At the roundabout inland from
Mornington they turned right, into a region of small farms, then right again,
on to another system of back roads.

Check this.

A large wooden mailbox, mounted on
an S-bend of welded chain, the number 9 on it in reflective enamel. Jolic
slowed the ute. Glossy black paint job; small brass hinges; a sticker
stipulating no advertising material.

Fucken A, Danny said.

They got out, stood a while in the
windless lane, listening. Only the engine ticking. It was a long night, and
very hot, and Danny began to wonder why he was out here with this mad bastard
and not slipping one to Megan Stokes, in her bed or in among the ti-trees down
the beach, with a plunge into the sea to cool down after. Well, he did know:
she was pissed off with him because hed forgotten her birthday and it was
going to take plenty of sweet-talking and presents to bring her around.

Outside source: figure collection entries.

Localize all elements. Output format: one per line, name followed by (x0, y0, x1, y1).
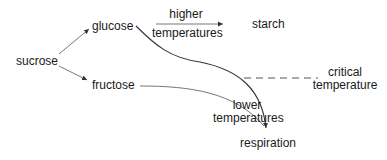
node-fructose: fructose (92, 79, 135, 92)
arrow-sucrose-to-fructose (59, 66, 87, 80)
label-lower-line2: temperatures (213, 112, 281, 125)
label-critical-temperature: critical temperature (312, 66, 378, 92)
label-higher-line1: higher (152, 8, 220, 21)
label-higher-line2: temperatures (152, 27, 220, 40)
node-respiration: respiration (240, 137, 296, 150)
label-higher-temperatures: higher temperatures (152, 8, 220, 40)
arrow-sucrose-to-glucose (59, 29, 89, 54)
label-lower-temperatures: lower temperatures (213, 99, 281, 125)
node-starch: starch (252, 18, 285, 31)
node-sucrose: sucrose (16, 55, 58, 68)
label-critical-line2: temperature (312, 79, 378, 92)
node-glucose: glucose (92, 20, 133, 33)
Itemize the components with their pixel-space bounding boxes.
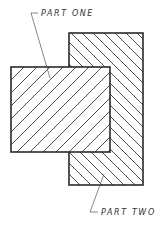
part-one-hatch-line: [0, 67, 11, 152]
section-drawing: PART ONE PART TWO: [0, 0, 162, 237]
part-two-label: PART TWO: [101, 208, 156, 217]
part-one-label: PART ONE: [41, 9, 94, 18]
part-one-hatch-line: [160, 67, 162, 152]
part-one-hatch-line: [147, 67, 162, 152]
part-two-hatch-line: [148, 33, 162, 185]
part-two-hatch-line: [159, 33, 162, 185]
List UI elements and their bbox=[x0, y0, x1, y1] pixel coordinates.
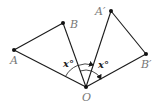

Mate,
lets just pack it in, call it a night.

It always caught you unprepared, the
way Jolic could explode, if explosion was the right word for a fist gathering a
clump of T-shirt, choking you, and a face hissing in yours, so close you got
sprayed with spit.

Youre not wimping out on me, are
ya?

Danny coughed it out: Its just, Ive
got work in the morning. Start at five. I need sleep.

Piss weak, said Jolic, shaking
him. Danny was small, skin and bone, and felt himself rising to the tips of his
runners as Jolic absently lifted him by the bunched T-shirt. Jolic was built
like a concrete power pole, slim and hard. He wore grease-stained jeans that
looked as if theyd stand unaided if he stepped out of them, a red and black
check shirt over a blue singlet, and oily boots. Tattoos up and down his arms,
and a bony skull under crewcut hair. Danny had been hanging around Jolic ever
since primary school, needingso Megan reckonedthe big cunts approval all the
time.

Mate, I cant breathe.

Jolic released him. Piker.

Danny rubbed his neck. Gis the
matches. Ill do it.

He opened the little flap on the
front of the mailbox, stuffed it with petrol-soaked paper towels, tossed in a
match, stepped back. The flap swung down, choking the flames. They waited.
Danny raised the flap again. The interior of the box was scorched, still
glowing red in places, but it wasnt alight. He leaned close, blew. God, what a
stink, varnish, wood preservative, whatever.